I am just now getting around to watching an episode of Frontline, the PBS documentary, titled "The Real CSI." The episode originally aired in April 2012 and was recently re-aired. From the link, I believe it is now viewable online, though I can't guarantee how long it will be available if at all to you.
If I had my way, though, this would be required viewing for all prosecutors, defense attorneys, judges, CSI wannabes, and all prospective jurors. So basically all citizens.
Forensic sciences aren't what they're portrayed to be on t.v. They aren't what people on message boards think they are. More importantly, they frankly aren't how they're portrayed in court. Much of what passes for science in courtrooms is junk promoted by people who don't know what they're talking about. But they have degrees and lots of experience and they use big words, so their views are accepted by judges, prosecutors, and juries who don't have the expertise to see through the claims.
Prosecutors always bemoan "The CSI Effect," complaining that they can't get convictions without presenting scientific evidence. I think the real CSI effect, though, is rather the opposite: when the prosecution does put on scientific evidence, be it fingerprints or dog scent line-ups or bite marks or whatever, juries accept it.
On this show, one of the nation's most renowned fingerprint experts blew the reporter's mind by calling the act of declaring a fingerprint match to be a "leap of faith." The very premise of fingerprint analysis is based on an unproven (indeed a false) premise: that all fingerprints are totally unique. Poor Brandon Mayfield, the Portland attorney who was wrongly accused in the Madrid train bombings of 2004, exposed the untruth of that premise. It doesn't appear too many established FBI fingerprint examiners are too interested in figuring out if his case of mistaken fingerprint identity is an anomaly or the tip of the iceberg.
Science is complicated and something most of us don't think about much after we get done with the science requirements for graduating high school. I fear that most of us tend to defer to the "experts" too easily, having forgotten that a key requirement for any consideration of scientific claims is skepticism. Science can be a tremendous tool, when done correctly. But when it's bad... Well, it's like the girl with the curl: when it is good, it is very, very good, but when it is bad, it sends innocent people to death row.

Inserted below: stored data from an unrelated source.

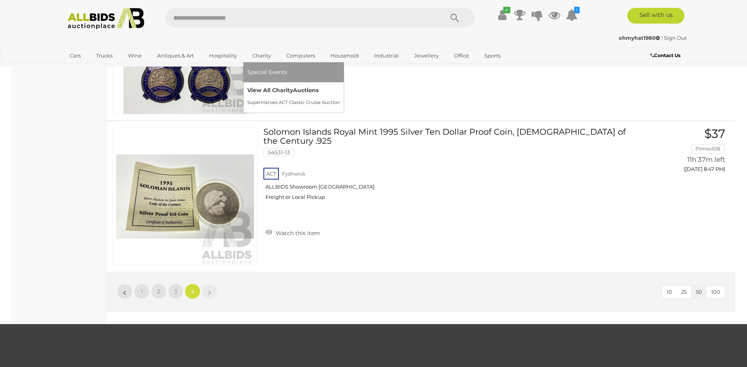 The height and width of the screenshot is (367, 747). I want to click on strong: ohmyhat1980, so click(639, 38).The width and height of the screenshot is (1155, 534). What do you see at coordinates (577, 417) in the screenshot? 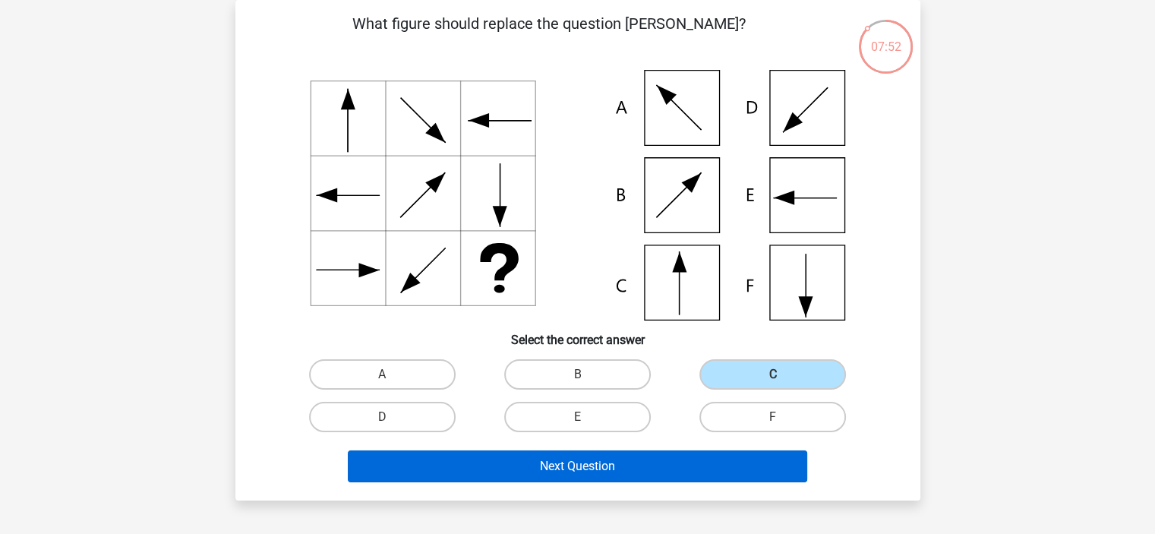
I see `label: E` at bounding box center [577, 417].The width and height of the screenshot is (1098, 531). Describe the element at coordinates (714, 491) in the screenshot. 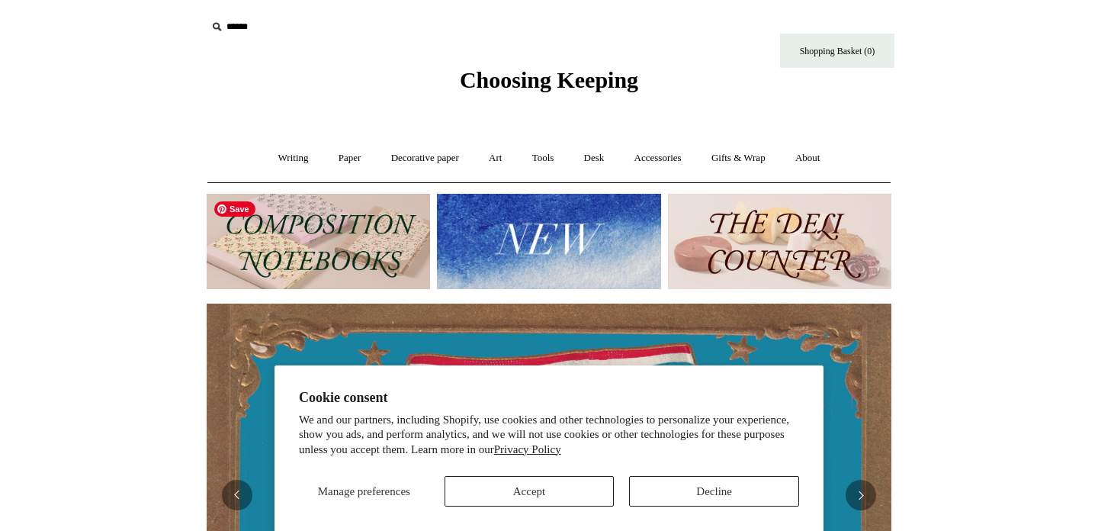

So watch this episode of Frontline or read articles critical of forensic sciences. If you get called for a jury before doing either of those, though, here are some thoughts:
Be wary of experts who base their conclusions on their years of experience, not rigorous application of the scientific method to repeatable testing.
Be wary of experts who claim infallibility or no error rate.
Be wary of DNA analysts who declare 100% matches on partial DNA profiles or fingerprint examiners who declare matches on a small number of print points. Be very wary of the examiners who aren't open to considering the possibility that there are more DNA and fingerprint similarities than we had previously realized.
Microscopic hair analysis is bunk, so for sure be wary of anyone who says otherwise.
I know I've said all this stuff before elsewhere and have begged people to be more critical toward forensic sciences. But it needs to be repeated again and again as long as bad science is clogging our courts and sending people to prison.